“Looking at CMS data, critical-access hospitals do primary care, and that is where we want our health system headed,” Morgan said. “If those patients are not being seen in a rural hospital, are they expecting the patient to go to urban facilities? Or are they expecting them not to seek care? There is a larger issue that is not being talked about here.”
Since 1997, critical-access hospitals (PDF) have been paid 101% of what they say it costs them to provide services to residents of remote areas, unlike traditional Medicare hospitals that receive payments based on uniform fees and which typically cover about 93% of costs of Medicare patients, according to calculations by the American Hospital Association.
But the OIG found that about two-thirds of the small hospitals that get extra funding to reach remote residents aren't actually that remote at all.
All told, 846 of the small hospitals were less than 35 miles from another hospital, even though the CMS guidelines require at least that distance in order to qualify for the extra critical-access funding. Seventy-one critical-access providers are less than 10 miles from the nearest hospital.
It turns out that about three-quarters of the nation's 1,300 critical-access hospitals were certified under an old process that allowed states to exempt the hospitals from CMS' distance rules, the report says. Though Congress abolished that loophole in 2006, the CMS is still prohibited by law from second-guessing the states' decisions in those cases.
Most of the hospitals (88%) that would lose their additional Medicare funding if the distance rules were applied uniformly got their certifications through the now-banned, state-approval process.
The OIG recommended that the CMS jettison the state-granted certifications and create amended criteria that could apply nationally. If even half of the 846 hospitals that were less than 35 miles from another hospital were kicked out of the program, Medicare would spend $373 million less, according to calculations using 2011 spending.
The Obama administration has proposed decertifying hospitals (PDF, p. 196) that are less than 10 miles from the nearest hospital, which would only cut off the enhanced funding for 71 hospitals, the OIG estimated. Obama's proposed budget projects that would save $40 million in 2014.

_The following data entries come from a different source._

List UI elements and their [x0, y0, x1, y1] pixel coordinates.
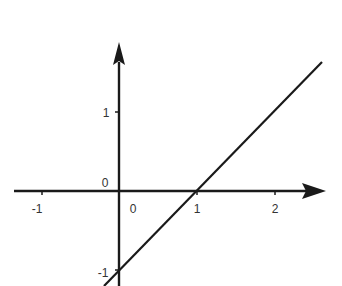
- y-tick-label-neg1: -1: [98, 266, 109, 280]
- x-tick-label-0: 0: [130, 202, 137, 216]
- y-axis-arrow-icon: [113, 42, 125, 65]
- x-tick-label-2: 2: [272, 202, 279, 216]
- function-line: [104, 62, 322, 286]
- x-tick-label-neg1: -1: [32, 202, 43, 216]
- origin-label: 0: [102, 176, 109, 190]
- y-tick-label-1: 1: [103, 106, 110, 120]
- chart-canvas: -1 0 1 2 0 1 -1: [0, 0, 342, 286]
- chart-svg: -1 0 1 2 0 1 -1: [0, 0, 342, 286]
- x-tick-label-1: 1: [194, 202, 201, 216]
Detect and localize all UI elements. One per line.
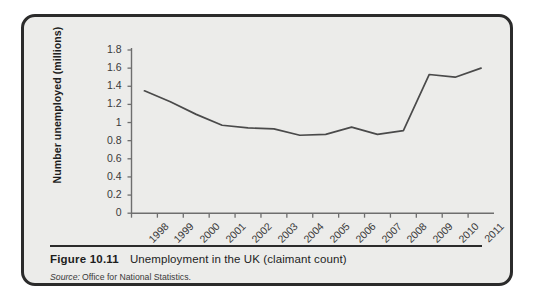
figure-number: Figure 10.11 (50, 253, 119, 265)
source-value: Office for National Statistics. (82, 272, 191, 282)
data-series-line (144, 68, 481, 135)
figure-caption: Figure 10.11Unemployment in the UK (clai… (50, 253, 490, 265)
figure-panel: Number unemployed (millions) 1.81.61.41.… (21, 14, 513, 286)
caption-divider (50, 245, 482, 247)
axis-lines (131, 48, 494, 214)
chart-area: Number unemployed (millions) 1.81.61.41.… (24, 17, 510, 242)
source-label: Source: (50, 272, 80, 282)
figure-source: Source:Office for National Statistics. (50, 272, 490, 282)
line-chart-plot (24, 17, 510, 242)
figure-title: Unemployment in the UK (claimant count) (130, 253, 347, 265)
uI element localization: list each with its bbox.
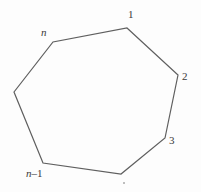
vertex-label-n-minus-1: n–1	[26, 168, 43, 179]
polygon-figure	[0, 0, 201, 192]
vertex-label-n-minus-1-suffix: –1	[32, 167, 43, 179]
polygon-diagram: 1 2 3 n n–1	[0, 0, 201, 192]
continuation-dot	[123, 182, 125, 184]
vertex-label-n: n	[41, 27, 47, 38]
polygon-outline	[14, 28, 178, 174]
vertex-label-2: 2	[182, 71, 188, 82]
vertex-label-3: 3	[169, 135, 175, 146]
vertex-label-1: 1	[128, 9, 134, 20]
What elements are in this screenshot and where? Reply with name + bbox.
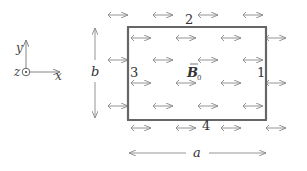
coordinate-axes: y x z (13, 40, 62, 83)
dimension-b-label: b (91, 64, 99, 79)
field-label: B 0 (186, 64, 201, 82)
side-label-4: 4 (202, 118, 210, 133)
side-label-1: 1 (257, 65, 265, 80)
side-label-3: 3 (130, 65, 138, 80)
dimension-a-label: a (193, 145, 201, 160)
dimension-b: b (91, 28, 99, 118)
dimension-a: a (129, 145, 266, 160)
z-axis-label: z (13, 65, 21, 79)
x-axis-label: x (55, 69, 62, 83)
field-subscript: 0 (197, 74, 201, 82)
z-axis-dot (25, 71, 27, 73)
side-label-2: 2 (185, 12, 193, 27)
loop-in-field-diagram: 1 2 3 4 B 0 y x z b a (0, 0, 307, 171)
y-axis-label: y (15, 41, 23, 55)
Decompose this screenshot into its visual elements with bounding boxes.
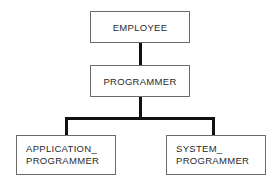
node-label: EMPLOYEE [113, 22, 168, 33]
node-label-line2: PROGRAMMER [26, 155, 99, 167]
edge-to-system-programmer [212, 117, 215, 135]
node-label-line1: APPLICATION_ [26, 143, 97, 155]
edge-employee-programmer [139, 42, 142, 65]
node-application-programmer: APPLICATION_ PROGRAMMER [16, 135, 116, 175]
edge-programmer-trunk [139, 96, 142, 119]
node-label-line2: PROGRAMMER [176, 155, 249, 167]
edge-to-application-programmer [65, 117, 68, 135]
edge-horizontal-bar [65, 117, 215, 120]
node-system-programmer: SYSTEM_ PROGRAMMER [166, 135, 266, 175]
node-programmer: PROGRAMMER [90, 65, 190, 97]
node-employee: EMPLOYEE [90, 11, 190, 43]
node-label-line1: SYSTEM_ [176, 143, 222, 155]
node-label: PROGRAMMER [103, 76, 176, 87]
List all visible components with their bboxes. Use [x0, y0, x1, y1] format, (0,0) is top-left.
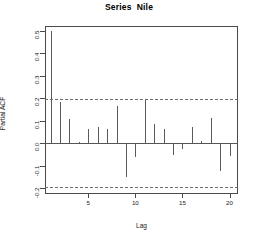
x-axis-label: Lag — [45, 222, 238, 229]
x-axis: 5101520 — [45, 194, 238, 208]
stem-lag-5 — [88, 129, 89, 143]
stem-lag-13 — [164, 129, 165, 143]
stem-lag-14 — [173, 143, 174, 155]
y-tick-label: 0.5 — [34, 30, 41, 39]
x-tick — [88, 194, 89, 198]
y-tick-label: 0.3 — [34, 75, 41, 84]
stem-lag-8 — [117, 106, 118, 143]
y-tick-label: -0.1 — [34, 165, 41, 176]
y-tick-label: 0.0 — [34, 143, 41, 152]
stem-lag-19 — [220, 143, 221, 171]
x-tick — [182, 194, 183, 198]
x-tick-label: 20 — [220, 199, 240, 206]
plot-area — [45, 26, 238, 194]
y-axis-label-wrapper: Partial ACF — [14, 26, 24, 194]
stem-lag-4 — [79, 142, 80, 143]
x-tick-label: 5 — [78, 199, 98, 206]
zero-baseline — [45, 143, 238, 144]
stem-lag-12 — [154, 124, 155, 143]
confidence-band-lower — [45, 187, 238, 188]
stem-lag-15 — [182, 143, 183, 149]
x-tick — [230, 194, 231, 198]
stem-lag-2 — [60, 102, 61, 143]
stem-lag-7 — [107, 129, 108, 143]
y-tick-label: 0.1 — [34, 120, 41, 129]
y-tick-label: 0.4 — [34, 53, 41, 62]
stem-lag-10 — [135, 143, 136, 157]
stem-lag-20 — [230, 143, 231, 156]
y-tick-label: 0.2 — [34, 98, 41, 107]
confidence-band-upper — [45, 99, 238, 100]
stem-lag-1 — [51, 31, 52, 143]
y-axis-label: Partial ACF — [0, 30, 6, 198]
x-tick — [135, 194, 136, 198]
stem-lag-3 — [69, 119, 70, 143]
stem-lag-18 — [211, 118, 212, 143]
stem-lag-16 — [192, 127, 193, 143]
stem-lag-11 — [145, 100, 146, 143]
stem-lag-17 — [201, 141, 202, 143]
y-tick-label: -0.2 — [34, 188, 41, 199]
stem-lag-6 — [98, 127, 99, 143]
x-tick-label: 10 — [125, 199, 145, 206]
stem-lag-9 — [126, 143, 127, 177]
chart-title: Series Nile — [0, 2, 258, 12]
x-tick-label: 15 — [172, 199, 192, 206]
pacf-chart: Series Nile Partial ACF -0.2-0.10.00.10.… — [0, 0, 258, 243]
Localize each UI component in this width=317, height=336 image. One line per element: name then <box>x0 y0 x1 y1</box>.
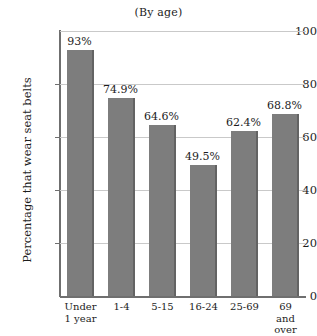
bar[interactable] <box>149 125 176 296</box>
gridline <box>60 31 306 32</box>
x-axis-label: 25-69 <box>230 301 259 313</box>
chart-title: (By age) <box>0 6 317 19</box>
bar[interactable] <box>272 114 299 296</box>
bar-value-label: 62.4% <box>226 116 261 129</box>
x-axis-label: 69 and over <box>270 301 302 336</box>
gridline <box>60 190 306 191</box>
x-axis-label: 16-24 <box>189 301 218 313</box>
gridline <box>60 84 306 85</box>
bar-value-label: 93% <box>67 35 91 48</box>
gridline <box>60 243 306 244</box>
bar[interactable] <box>190 165 217 296</box>
plot-area <box>60 31 306 296</box>
bar[interactable] <box>231 131 258 296</box>
bar[interactable] <box>108 98 135 296</box>
bar-value-label: 74.9% <box>103 83 138 96</box>
gridline <box>60 137 306 138</box>
x-axis-label: 1-4 <box>113 301 129 313</box>
bar-value-label: 49.5% <box>185 150 220 163</box>
y-axis-title: Percentage that wear seat belts <box>20 50 34 290</box>
gridline <box>60 296 306 298</box>
bar-chart: (By age) Percentage that wear seat belts… <box>0 0 317 336</box>
bar-value-label: 68.8% <box>267 99 302 112</box>
x-axis-label: Under 1 year <box>65 301 97 324</box>
x-axis-label: 5-15 <box>151 301 173 313</box>
bar[interactable] <box>67 50 94 296</box>
bar-value-label: 64.6% <box>144 110 179 123</box>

CMS Administrator Marilyn Tavenner wrote that the agency is in favor of asking Congress to give it the power to decertify state-granted critical-access status, but it disagrees with the OIG's recommendation to establish revised criteria because it could be time-consuming and affect hospitals' payment status.
For example, the report suggests, the CMS could follow the lead of some states and declare that hospitals in high-poverty areas could be exempt from the distance requirements. Or the government could modify the wording to say that critical-access hospitals must be at least 35 miles from another hospital that offers the same services.
“The existing location and distance criteria already represent a uniform standard to which all CAHs certified since January 2006 have been subjected,” Tavenner wrote. “We believe a facility's Medicare certification as a CAH versus a hospital should not be tied to rapidly fluctuating criteria.”